Full Description
The edited volume discusses the long period of post-colonial developments in higher education in India. It examines the legitimacy of the policies pursued post-pandemic with a focus on the role of teachers and the students' voices. It addresses the essential question of how the technological ascendance in higher education addresses social justice. What is the role of teachers in a new landscape of higher education? It offers insights into the efficiency-centric proposition of the state-market-technology triad, the current paradigm of higher education worldwide. It presents evidence to understand how efficiency has a tradeoff with various aspects of social justice. The authors deal with questions, such as the challenges of privatization and how the commodification of higher education runs counter to the idea of inclusive higher education. The authors critically look at the online form of higher education and how it has led to the shrinkage of democratic spaces in higher education. It discusses the transformative role of teachers with increasing managerialism of higher education. The book highlights a deep understanding of the increasing role of the market and technology and their influence in negating an inclusive and democratic public space in higher education. It appeals to teachers and students by enabling them to understand the market's and technology's impacts on higher education. It has the potential to be a reference book in colleges and universities. It will help the large community of practitioners and policymakers guard against the dangers of overt marketization. The book benefits policymakers, university administrators and teachers, and researchers of higher education interested in governance, technology, teaching, and research in higher education.
Contents
Chapter 1: HigherEducation - State, Market and Technology Triad and its Implications.- Chapter 2: The necessity for a Decolonization of the Mind.- Chapter 3: The Agenda of Post-colonial Education.- Chapter 4: Breaking a Brand: The trials and Tribulations of JNU.- Chapter 5: Educational Policies and the New Normal: Multiple Pathways to Exclusion.- Chapter 6: Pandemic through the Lived Experiences of Educator and Educated: Becoming 'Disenchanted' from the 'University Life'.- Chapter 7: The Quest for Social Justice: Identity and Everyday Student Politics during Pandemic.- Chapter 8: Reframing idea of social justice in Indian higher education.- Chapter 9: COVID-19 and digital learning in higher education in India: Unpacking the realities through socioeconomic and regional lenses.- Chapter 10: Indian Women and The Promise of Higher Education: an Intersection of Dreams, Expectations and Negotiations during Lockdown.- Chapter 11: Higher Education, Technology and the Social Imaginary of Science: Problematics and Futures.- Chapter 12: Economics of Online Higher Education in a post pandemic India.- Chapter 13: Invasion of MOOCs: A Historical and Critical Dialogue.- Chapter 14: The Digital University: Concerns around critical, dialogic and empathetic pedagogy.- Chapter 15: Anatomy of Select e-platforms: Meso and Micro Dynamics.- Chapter 16: Student Activism and Digital Education- A case Study of Jawaharlal Nehru University.- Chapter 17: Busting Myths and Revealing Fears: Technostress among.- Chapter 18: Teaching in the post Covid period: The questions of New normal and abnormal?- Chapter 19: An Exploration of Higher Education Teacher Education programmes: During and post-COVID-19 pandemic.- Chapter 20: The Pandemic, Teacher Education and Inclusion: Conceptions, Contestations and Confusions.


WORK TO BE COMPLETED
This task calls for every entry below to be repeated exactly, without the pictures.
*** THE DATA ***
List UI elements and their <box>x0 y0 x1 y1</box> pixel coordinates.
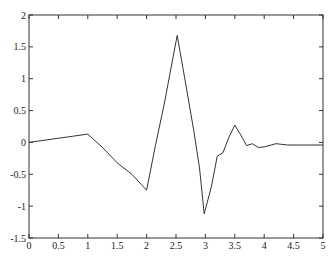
y-tick-label: 2 <box>21 10 26 21</box>
x-tick-label: 1 <box>85 240 90 251</box>
x-tick-label: 0 <box>27 240 32 251</box>
y-tick-label: 1 <box>21 73 26 84</box>
x-tick-label: 4 <box>262 240 267 251</box>
y-tick-label: 0.5 <box>14 105 27 116</box>
y-axis-ticks: 21.510.50-0.5-1-1.5 <box>10 10 323 244</box>
x-tick-label: 3 <box>203 240 208 251</box>
x-tick-label: 2 <box>144 240 149 251</box>
x-axis-ticks: 00.511.522.533.544.55 <box>27 15 326 251</box>
x-tick-label: 5 <box>321 240 326 251</box>
y-tick-label: -1 <box>18 201 26 212</box>
x-tick-label: 2.5 <box>170 240 183 251</box>
x-tick-label: 0.5 <box>52 240 65 251</box>
line-chart: 21.510.50-0.5-1-1.5 00.511.522.533.544.5… <box>0 0 335 261</box>
y-tick-label: -1.5 <box>10 233 26 244</box>
x-tick-label: 1.5 <box>111 240 124 251</box>
signal-line <box>29 35 323 213</box>
y-tick-label: 0 <box>21 137 26 148</box>
plot-frame <box>29 15 323 238</box>
x-tick-label: 3.5 <box>229 240 242 251</box>
x-tick-label: 4.5 <box>287 240 300 251</box>
y-tick-label: 1.5 <box>14 41 27 52</box>
y-tick-label: -0.5 <box>10 169 26 180</box>
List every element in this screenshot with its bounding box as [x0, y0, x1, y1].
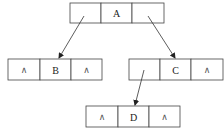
*** End of THE DATA ***
FINISHED TASK
List UI elements and their <box>x0 y0 x1 y1</box> pixel coordinates.
y-tick-label: 2 <box>21 10 26 21</box>
x-tick-label: 1 <box>85 240 90 251</box>
x-tick-label: 0 <box>27 240 32 251</box>
y-tick-label: 1 <box>21 73 26 84</box>
x-tick-label: 4 <box>262 240 267 251</box>
y-tick-label: 0.5 <box>14 105 27 116</box>
y-axis-ticks: 21.510.50-0.5-1-1.5 <box>10 10 323 244</box>
x-tick-label: 3 <box>203 240 208 251</box>
x-tick-label: 2 <box>144 240 149 251</box>
x-axis-ticks: 00.511.522.533.544.55 <box>27 15 326 251</box>
x-tick-label: 5 <box>321 240 326 251</box>
y-tick-label: -1 <box>18 201 26 212</box>
x-tick-label: 2.5 <box>170 240 183 251</box>
x-tick-label: 0.5 <box>52 240 65 251</box>
line-chart: 21.510.50-0.5-1-1.5 00.511.522.533.544.5… <box>0 0 335 261</box>
y-tick-label: -1.5 <box>10 233 26 244</box>
x-tick-label: 1.5 <box>111 240 124 251</box>
signal-line <box>29 35 323 213</box>
y-tick-label: 0 <box>21 137 26 148</box>
plot-frame <box>29 15 323 238</box>
x-tick-label: 3.5 <box>229 240 242 251</box>
x-tick-label: 4.5 <box>287 240 300 251</box>
y-tick-label: 1.5 <box>14 41 27 52</box>
y-tick-label: -0.5 <box>10 169 26 180</box>
List every element in this screenshot with its bounding box as [x0, y0, x1, y1].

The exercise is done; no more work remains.